Wednesday, December 4, 2024

IWSG: last IWSG of the year

 


    There's a creative title for ya.  😰

    Uh.  Anyway.  This month's discussion question is

December 4 question - Do you write cliffhangers at the end of your stories? Are they a turn-off to you as a writer and/or a reader?

    And my answer is "No, I do not."  (To the first question.)

    I'm not a fan of cliffhangers in general; I like to wrap up the major story threads or it doesn't feel like it's actually finished.  Even in my series of seven novels (of which only three have been polished up for any kind of release, despite that I wrote the first drafts ten years ago 😭), I never had cliffhangers.  There were times after the leads had started learning about the overarching plot of the series that story threads from the larger plot were necessarily left unresolved, but the story of the individual novel was still neatly concluded.

    As a reader, I've mostly been fortunate enough not to run into them.  (Cannot say the same thing about as a watcher, but that's another question entirely.)  I think a particular novel I read last year that I really didn't like had something of a cliffhanger ending, but I disliked the whole work so much that I couldn't care in the slightest about the cliffhanger in that context.

    The closest I can think of to encountering a considerable number of cliffhangers as a reader is that I've been reading a lot of danmei novels (Chinese web novels featuring romances between men) in translation, and most of the chapters tend to end on cliffhangers, meaning that typically each volume of the novel ends on a cliffhanger, and that can be insanely frustrating.  Mitigated by the fact that there are mere months between volumes (since the novels are not licensed for translated publication until after they are complete) instead of the potential years there would be if one was waiting for a full novel to be written from scratch.  (Also if one is confident one will like the novel, one can buy all the volumes and not read it until it's complete.  At this point, I have decided not to do that unless I'm already familiar with the author's work.)

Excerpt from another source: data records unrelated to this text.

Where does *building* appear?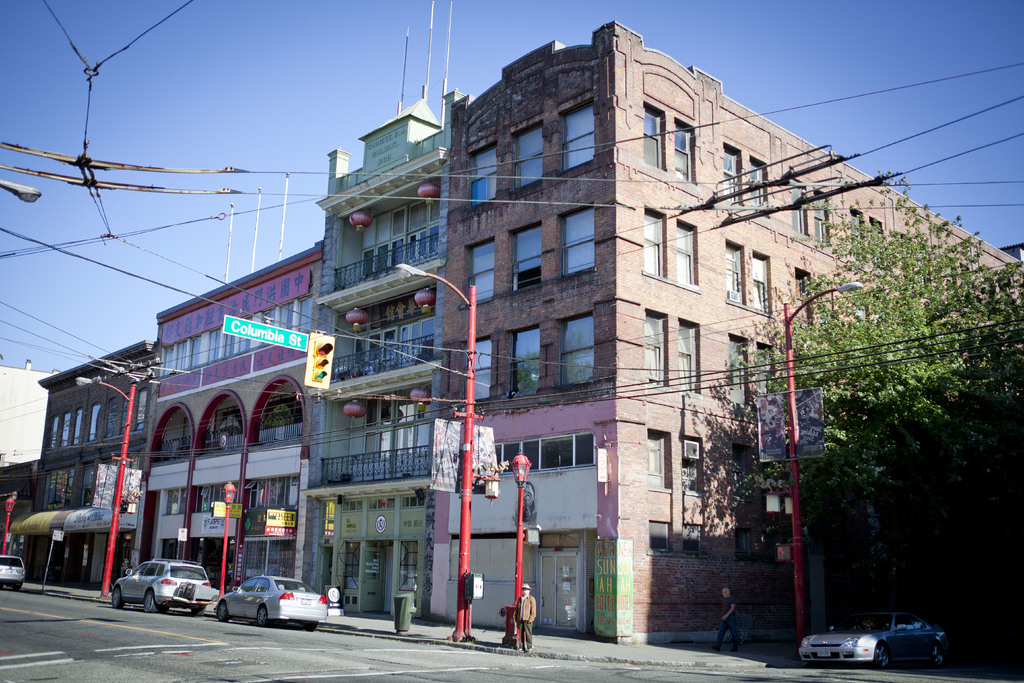
Appears at l=0, t=340, r=156, b=593.
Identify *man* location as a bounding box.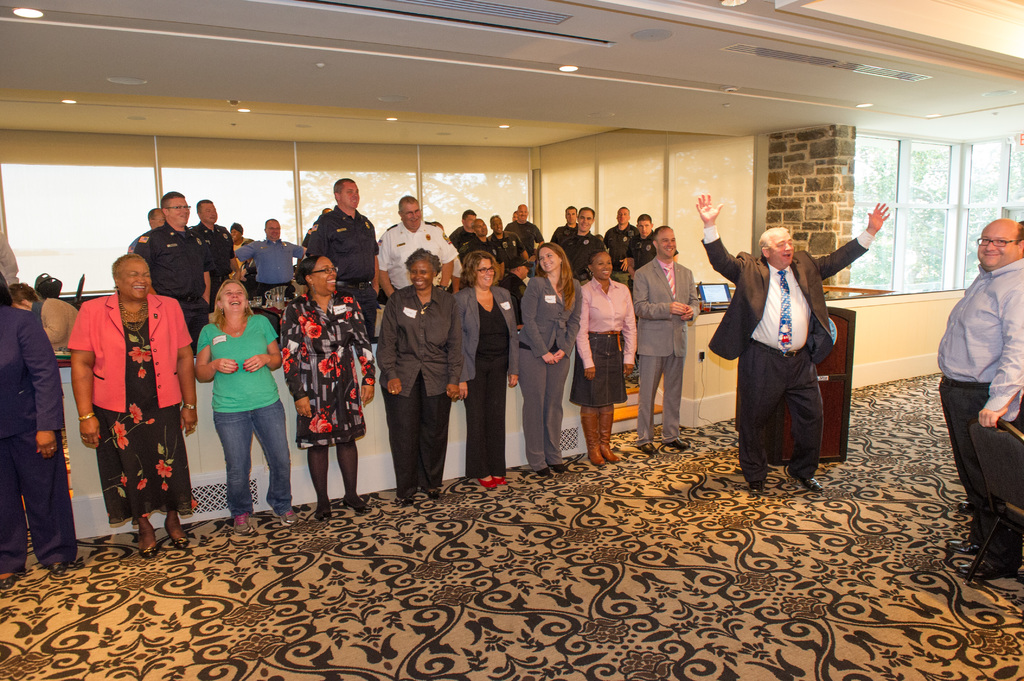
{"left": 186, "top": 200, "right": 243, "bottom": 301}.
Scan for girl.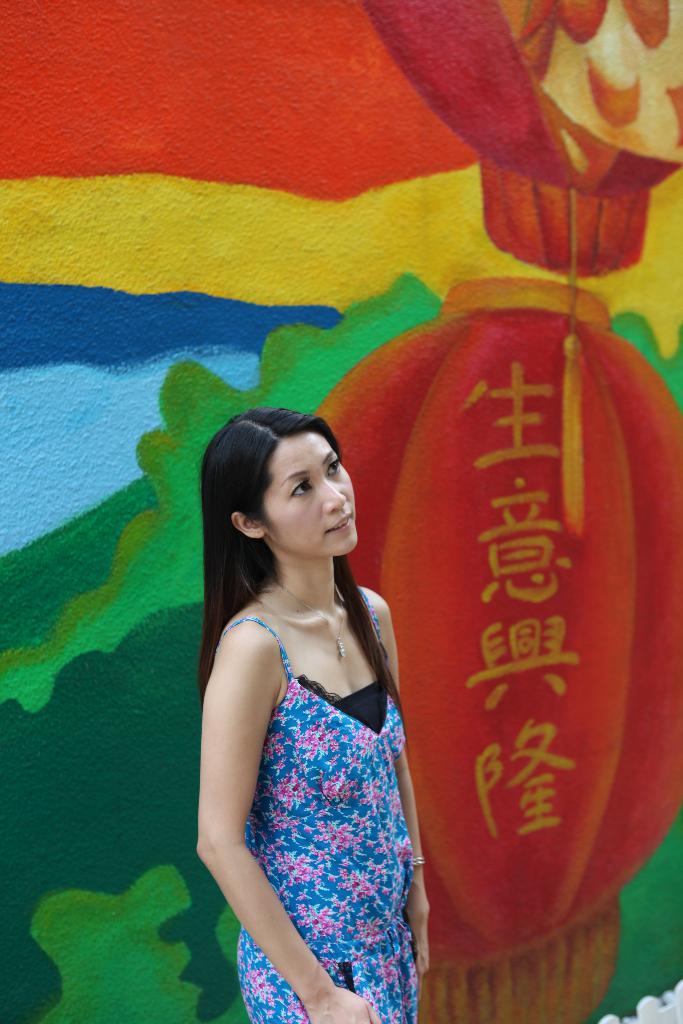
Scan result: select_region(188, 396, 434, 1019).
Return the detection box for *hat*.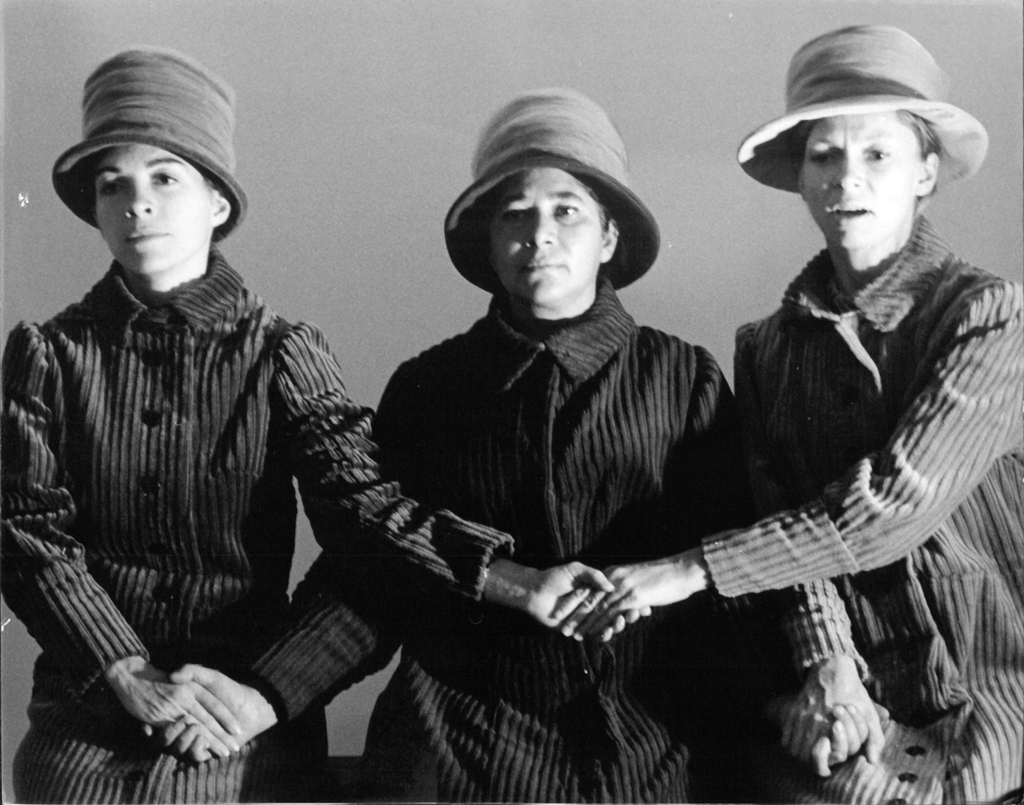
bbox=(731, 19, 989, 213).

    I think if I did come across a writer who consistently preferred to end their works with cliffhangers, I would probably avoid their work, because yes, that would definitely be a turn-off to me as a reader.  Doing so once in a while because the larger plot of the series required it, that much I could live with, but doing it every time...I'd nope outta there.


    Changing the subject radically and probably pointlessly, there was a long discussion in a discord channel that got deleted the other day because it was instigated by someone being a bad actor.  Which is a pity, because the conversation started out with some really useful comments and suggestions by regular users of the channel.  I bring it up because one thing that someone said was so brilliant that it must be recorded somewhere for posterity, and this isn't the greatest of places, but...it's what I've got.

    They suggested that someone could write a character who knits socks with designs inspired by their favorite heavy metal bands.

    That would be epic.  Someone needs to write a character like that.

    (Unfortunately, I typically do not write in a modern setting these days, so it's unlikely to be me.)